The New Wave of Standup (CBC Gem)

The New Wave of Standup (stream on CBC Gem, two seasons) is a great break from bleakness, with up-and-coming comedians given 10 minutes to impress. One of the standouts is Salma Hindy. It’s best paired with The Kennedys (streams Amazon Prime Video), a daft and adorable six-part British comedy set in a housing estate in the 1970s.

The Flight Attendant (Crave)

The Flight Attendant (streams on Crave) is in its second season a tad more complex comedy-espionage thriller. Kaley Cuoco from The Big Bang Theory is soaring again as Cassie, a flight attendant now more hooked on spying than booze. Intrigue, murder and fun all click well. Four episodes of eight are available now.

Topline (CBC Gem)

Topline (streams on CBC Gem) may seem small-scale, but it aims big. In a Toronto suburb, in a Filipino family, there’s 16-year-old Tala (Cyrena Fiel), a shy singer/songwriter who, her family expects, is going to be a nurse. But music is her thing, and she’s got an online alter ego: 18-year-old Illisha. What Illisha sings is created in secret in Tala’s family bathroom. Then one of her songs goes viral and the music industry beckons. Funny, warm and poignant, the series – 10 episodes, each 10 to 15 minutes long – has the feel of a Degrassi drama.

The Baby (Crave)

The Baby (streams on Crave) is devilishly clever. A HBO/Sky co-production set in Britain, it concerns Natasha (Michelle de Swarte), a 38-year-old single woman who realizes two friends have both become different people: one has a baby and the other is pleased to announce she’s three months pregnant. Annoyed and depressed, Natasha takes a break from work and then, in this absurdist and dreamlike horror tale, a baby falls into Natasha’s arms, literally. The police arrive to take the child away but, as Natasha learns, the baby doesn’t want to leave her. He’s evil.

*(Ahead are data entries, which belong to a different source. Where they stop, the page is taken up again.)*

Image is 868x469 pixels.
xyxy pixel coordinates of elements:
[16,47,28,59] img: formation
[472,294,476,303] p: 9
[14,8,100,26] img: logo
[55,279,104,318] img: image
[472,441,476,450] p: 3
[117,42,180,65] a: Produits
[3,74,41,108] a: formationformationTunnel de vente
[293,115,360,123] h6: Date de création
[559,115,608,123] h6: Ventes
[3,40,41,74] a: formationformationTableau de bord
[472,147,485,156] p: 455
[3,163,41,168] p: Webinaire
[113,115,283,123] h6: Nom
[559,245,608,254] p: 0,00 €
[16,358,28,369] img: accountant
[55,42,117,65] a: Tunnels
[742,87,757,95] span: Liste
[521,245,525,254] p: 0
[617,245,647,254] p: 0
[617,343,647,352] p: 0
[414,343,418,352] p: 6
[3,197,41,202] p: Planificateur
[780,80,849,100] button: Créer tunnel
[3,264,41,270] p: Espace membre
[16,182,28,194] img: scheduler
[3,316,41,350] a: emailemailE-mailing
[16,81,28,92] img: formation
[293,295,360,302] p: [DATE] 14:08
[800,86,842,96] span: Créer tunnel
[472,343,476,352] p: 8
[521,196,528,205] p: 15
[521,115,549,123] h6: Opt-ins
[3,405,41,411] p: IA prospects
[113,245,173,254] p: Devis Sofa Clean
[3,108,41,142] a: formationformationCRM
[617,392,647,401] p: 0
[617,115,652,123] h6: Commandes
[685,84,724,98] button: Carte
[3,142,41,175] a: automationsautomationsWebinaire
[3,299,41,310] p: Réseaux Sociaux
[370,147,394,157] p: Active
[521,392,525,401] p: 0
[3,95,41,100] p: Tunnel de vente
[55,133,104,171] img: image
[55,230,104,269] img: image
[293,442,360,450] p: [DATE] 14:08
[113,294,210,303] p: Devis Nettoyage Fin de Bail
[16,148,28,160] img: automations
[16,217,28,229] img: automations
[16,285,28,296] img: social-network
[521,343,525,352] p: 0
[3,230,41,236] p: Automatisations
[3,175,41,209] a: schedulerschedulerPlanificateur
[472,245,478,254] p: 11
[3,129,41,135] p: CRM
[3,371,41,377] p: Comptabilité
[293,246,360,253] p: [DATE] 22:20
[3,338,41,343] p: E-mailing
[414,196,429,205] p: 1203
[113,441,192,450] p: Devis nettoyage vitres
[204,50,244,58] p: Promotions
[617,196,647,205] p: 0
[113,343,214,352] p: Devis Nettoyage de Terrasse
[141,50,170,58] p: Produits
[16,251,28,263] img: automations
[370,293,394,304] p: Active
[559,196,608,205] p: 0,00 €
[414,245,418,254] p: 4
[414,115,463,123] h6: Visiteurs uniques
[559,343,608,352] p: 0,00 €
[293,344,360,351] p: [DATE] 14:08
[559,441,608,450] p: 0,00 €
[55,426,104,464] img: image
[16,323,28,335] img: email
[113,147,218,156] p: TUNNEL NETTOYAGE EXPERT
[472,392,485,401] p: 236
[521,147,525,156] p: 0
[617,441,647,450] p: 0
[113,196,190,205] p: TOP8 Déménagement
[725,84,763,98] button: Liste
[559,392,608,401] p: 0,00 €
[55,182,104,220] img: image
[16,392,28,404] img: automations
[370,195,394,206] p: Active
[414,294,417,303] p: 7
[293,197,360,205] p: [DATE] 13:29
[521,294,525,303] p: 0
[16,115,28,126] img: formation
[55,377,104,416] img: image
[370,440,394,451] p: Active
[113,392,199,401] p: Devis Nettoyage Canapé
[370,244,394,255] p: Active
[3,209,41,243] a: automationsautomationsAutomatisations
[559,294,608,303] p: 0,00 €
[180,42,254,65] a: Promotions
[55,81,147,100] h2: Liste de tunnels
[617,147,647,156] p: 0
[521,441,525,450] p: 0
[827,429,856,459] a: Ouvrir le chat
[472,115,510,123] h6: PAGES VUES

Two episodes of eight half-hours available now.

Tokyo Vice (Crave)

Tokyo Vice (streams on Crave) is loosely based on a memoir by American Jake Adelstein (Ansel Elgort) who in the 1990s went to Tokyo and became the only foreign reporter at one of the city’s big newspapers, on the crime beat. He learned a lot, but never quite enough. His fascination with corruption in Tokyo is the real story. All eight episodes available now.

Jimmy Savile (Netflix)

Two documentaries also stood out. Jimmy Savile: A British Horror Story (streams on Netflix) is a two-part, three-hour look at the case of Savile, one of Britain’s most famous figures for decades and, shortly after his death in 2011, revealed to be a serial sexual abuser. Police in Britain put the total number of his victims at 589 people. To say the monster was hiding in plain sight is a vast understatement. The story of how he gaslit a nation is chilling and dumbfounding.

White Hot (Netflix)

White Hot: The Rise & Fall Abercrombie & Fitch (streams on Netflix) is a fast-paced, but ultimately furious documentary about the clothing line that once was the fashion zeitgeist. It takes you back to the early days of music videos, to the naked male chests on shopping bags and to the pre-internet period of glamour found at suburban shopping malls. And then how the company was nailed for the racism at its core.